Scott Morrison Takes Aim at Anonymous Social Media Accounts, Again

Scott Morrison Takes Aim at Anonymous Social Media Accounts, Again

Australia’s Prime Minister isn’t well-known for his technological prowess. He’s been involved in many a debate with ‘big tech’ over making them pay and asking them to implement absurd changes to their platform. But on Thursday, Scott Morrison said he wants people to stop “being cowards” online and has, whether deliberately or not, reignited the conversation around cracking down on anonymous social media accounts.

Strap in, you’re in for a ride.

“Cowards who go anonymously onto social media, and vilify people, and harass them, and bully them, and engage in defamatory statements – they need to be responsible for what they’re saying,” he said during a press conference.

“We’re responsible for the things that we say and that we do, but yet social media has become a coward’s palace where people can just go on there, not say who they are, destroy people’s lives, and say the most foul and offensive things to people. And do so with impunity.”

According to Morrison, people should have to identify who they are. (He’s essentially backing the call from his deputy Barnaby Joyce and our Attorney-General Michaelia Cash). But he’s placing the responsibility on the likes of Facebook.

“The companies, if they’re not going to say who they are, well they’re not a platform anymore, they’re a publisher and you know what the implications of that means,” he said.

The implications of that, my friends, is that a publisher is liable for what is said on their platform and therefore defamation law comes into play.

So What Does Morrison Want?

If you cast your mind back over the last 18 months or-so, Australia has had some pretty epic laws pass Parliament. We’ve had the Online Safety Act, which gives the eSafety Commissioner (among many, many other things) the ability to request social media sites takedown inappropriate content. There’s also the Media Bargaining Code that was aimed at getting tech giants to make up for Australian newspapers losing their traditional revenue model.

Earlier this year, the PM told me that although global tech giants are changing the world, his government cannot let them run it.

Now, Morrison is threatening more.

“People should be responsible for what they say … and the technology that enables it – and the lack of accountability that sits around it – is just not on,” he said.

“You can expect us to be leaning even further into this.”

He praised the laws I mentioned above, and reiterated Australia is “world-leading” on these issues. He said his government intends to set the pace. That pace, while not yet defined, could be in form of forcing those that use anonymous social media accounts to use their real name.

What About Account Verification?

I’ve been following this discussion for a while. About a year ago, Australian eSafety Commissioner Julie Inman-Grant rejected the practicality of a ‘know your customer’-type regime for social media companies to verify the identities of their users.

Yes, such a regime would put an end to anonymous social media accounts, but logistically it’s a mammoth task.

“It would be very challenging, I would think, for Facebook for example to re-identify — or identify — its 2.7 billion users,” she said. “How do they practically go back and do that and part of this has to do with how the internet is architected.”

While she admitted it was not impossible, she said it would create a range of other issues and that removing the ability for anonymity or to use a pseudonym is unlikely to deter cyberbullying and the like.

And forcing people to use their real names? There would be huge civil libertarian pushback, especially in the U.S..

He’s not making you change your name from Seymour Butz to your birth name just yet (there’s a whole other discussion to be had around the implications of forcing people to use a dead name, too), but he does want to hold big tech accountable for the actions of its users.

And there’s logic in asking people to stop being bullies or to stop spreading misinformation. But do I need to remind you of how long it took to address what was happening in your own house, Mr Prime Minister?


- Brief
The answer should consist of all the records, written out word for word.

== Extracted records

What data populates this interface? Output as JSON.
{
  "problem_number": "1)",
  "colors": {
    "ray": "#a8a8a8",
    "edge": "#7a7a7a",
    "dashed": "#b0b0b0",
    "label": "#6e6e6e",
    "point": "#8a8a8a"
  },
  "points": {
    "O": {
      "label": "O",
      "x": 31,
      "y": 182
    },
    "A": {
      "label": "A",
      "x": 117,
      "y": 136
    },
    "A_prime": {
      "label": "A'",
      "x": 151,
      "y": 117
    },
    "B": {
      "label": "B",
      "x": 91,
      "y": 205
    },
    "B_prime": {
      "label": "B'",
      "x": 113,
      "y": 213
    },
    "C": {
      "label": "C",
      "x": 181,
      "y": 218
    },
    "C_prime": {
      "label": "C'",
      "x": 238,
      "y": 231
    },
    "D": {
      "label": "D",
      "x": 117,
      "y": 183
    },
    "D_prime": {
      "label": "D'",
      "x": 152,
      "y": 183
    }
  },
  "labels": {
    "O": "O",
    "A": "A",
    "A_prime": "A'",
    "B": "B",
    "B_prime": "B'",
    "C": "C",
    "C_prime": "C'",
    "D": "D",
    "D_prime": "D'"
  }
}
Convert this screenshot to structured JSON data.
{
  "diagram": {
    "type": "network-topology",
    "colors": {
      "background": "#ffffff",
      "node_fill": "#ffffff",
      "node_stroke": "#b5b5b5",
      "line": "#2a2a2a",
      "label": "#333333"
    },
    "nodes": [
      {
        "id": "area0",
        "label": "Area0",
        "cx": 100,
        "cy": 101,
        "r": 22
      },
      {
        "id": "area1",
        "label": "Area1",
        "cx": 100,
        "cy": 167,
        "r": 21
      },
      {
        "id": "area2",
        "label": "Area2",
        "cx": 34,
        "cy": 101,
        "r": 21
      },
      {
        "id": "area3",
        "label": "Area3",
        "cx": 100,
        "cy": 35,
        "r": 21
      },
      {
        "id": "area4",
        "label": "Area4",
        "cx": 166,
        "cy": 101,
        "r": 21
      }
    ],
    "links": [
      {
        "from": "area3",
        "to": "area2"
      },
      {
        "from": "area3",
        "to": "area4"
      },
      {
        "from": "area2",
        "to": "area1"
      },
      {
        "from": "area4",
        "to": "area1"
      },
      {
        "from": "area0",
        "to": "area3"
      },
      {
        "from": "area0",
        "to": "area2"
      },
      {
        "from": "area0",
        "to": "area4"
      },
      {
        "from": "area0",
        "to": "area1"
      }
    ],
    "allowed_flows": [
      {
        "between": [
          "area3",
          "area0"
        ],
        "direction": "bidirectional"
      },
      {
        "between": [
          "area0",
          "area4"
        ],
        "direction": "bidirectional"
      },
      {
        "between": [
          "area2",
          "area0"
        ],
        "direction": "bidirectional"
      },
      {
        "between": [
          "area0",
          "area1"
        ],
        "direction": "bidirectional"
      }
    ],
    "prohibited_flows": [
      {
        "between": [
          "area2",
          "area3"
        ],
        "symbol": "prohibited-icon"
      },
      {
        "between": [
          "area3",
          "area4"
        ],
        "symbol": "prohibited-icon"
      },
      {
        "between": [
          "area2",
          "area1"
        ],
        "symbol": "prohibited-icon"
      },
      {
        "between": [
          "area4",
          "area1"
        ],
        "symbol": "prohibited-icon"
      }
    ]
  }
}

====

- Problem solution
What data populates this interface? Output as JSON.
{
  "problem_number": "1)",
  "colors": {
    "ray": "#a8a8a8",
    "edge": "#7a7a7a",
    "dashed": "#b0b0b0",
    "label": "#6e6e6e",
    "point": "#8a8a8a"
  },
  "points": {
    "O": {
      "label": "O",
      "x": 31,
      "y": 182
    },
    "A": {
      "label": "A",
      "x": 117,
      "y": 136
    },
    "A_prime": {
      "label": "A'",
      "x": 151,
      "y": 117
    },
    "B": {
      "label": "B",
      "x": 91,
      "y": 205
    },
    "B_prime": {
      "label": "B'",
      "x": 113,
      "y": 213
    },
    "C": {
      "label": "C",
      "x": 181,
      "y": 218
    },
    "C_prime": {
      "label": "C'",
      "x": 238,
      "y": 231
    },
    "D": {
      "label": "D",
      "x": 117,
      "y": 183
    },
    "D_prime": {
      "label": "D'",
      "x": 152,
      "y": 183
    }
  },
  "labels": {
    "O": "O",
    "A": "A",
    "A_prime": "A'",
    "B": "B",
    "B_prime": "B'",
    "C": "C",
    "C_prime": "C'",
    "D": "D",
    "D_prime": "D'"
  }
}
Convert this screenshot to structured JSON data.
{
  "diagram": {
    "type": "network-topology",
    "colors": {
      "background": "#ffffff",
      "node_fill": "#ffffff",
      "node_stroke": "#b5b5b5",
      "line": "#2a2a2a",
      "label": "#333333"
    },
    "nodes": [
      {
        "id": "area0",
        "label": "Area0",
        "cx": 100,
        "cy": 101,
        "r": 22
      },
      {
        "id": "area1",
        "label": "Area1",
        "cx": 100,
        "cy": 167,
        "r": 21
      },
      {
        "id": "area2",
        "label": "Area2",
        "cx": 34,
        "cy": 101,
        "r": 21
      },
      {
        "id": "area3",
        "label": "Area3",
        "cx": 100,
        "cy": 35,
        "r": 21
      },
      {
        "id": "area4",
        "label": "Area4",
        "cx": 166,
        "cy": 101,
        "r": 21
      }
    ],
    "links": [
      {
        "from": "area3",
        "to": "area2"
      },
      {
        "from": "area3",
        "to": "area4"
      },
      {
        "from": "area2",
        "to": "area1"
      },
      {
        "from": "area4",
        "to": "area1"
      },
      {
        "from": "area0",
        "to": "area3"
      },
      {
        "from": "area0",
        "to": "area2"
      },
      {
        "from": "area0",
        "to": "area4"
      },
      {
        "from": "area0",
        "to": "area1"
      }
    ],
    "allowed_flows": [
      {
        "between": [
          "area3",
          "area0"
        ],
        "direction": "bidirectional"
      },
      {
        "between": [
          "area0",
          "area4"
        ],
        "direction": "bidirectional"
      },
      {
        "between": [
          "area2",
          "area0"
        ],
        "direction": "bidirectional"
      },
      {
        "between": [
          "area0",
          "area1"
        ],
        "direction": "bidirectional"
      }
    ],
    "prohibited_flows": [
      {
        "between": [
          "area2",
          "area3"
        ],
        "symbol": "prohibited-icon"
      },
      {
        "between": [
          "area3",
          "area4"
        ],
        "symbol": "prohibited-icon"
      },
      {
        "between": [
          "area2",
          "area1"
        ],
        "symbol": "prohibited-icon"
      },
      {
        "between": [
          "area4",
          "area1"
        ],
        "symbol": "prohibited-icon"
      }
    ]
  }
}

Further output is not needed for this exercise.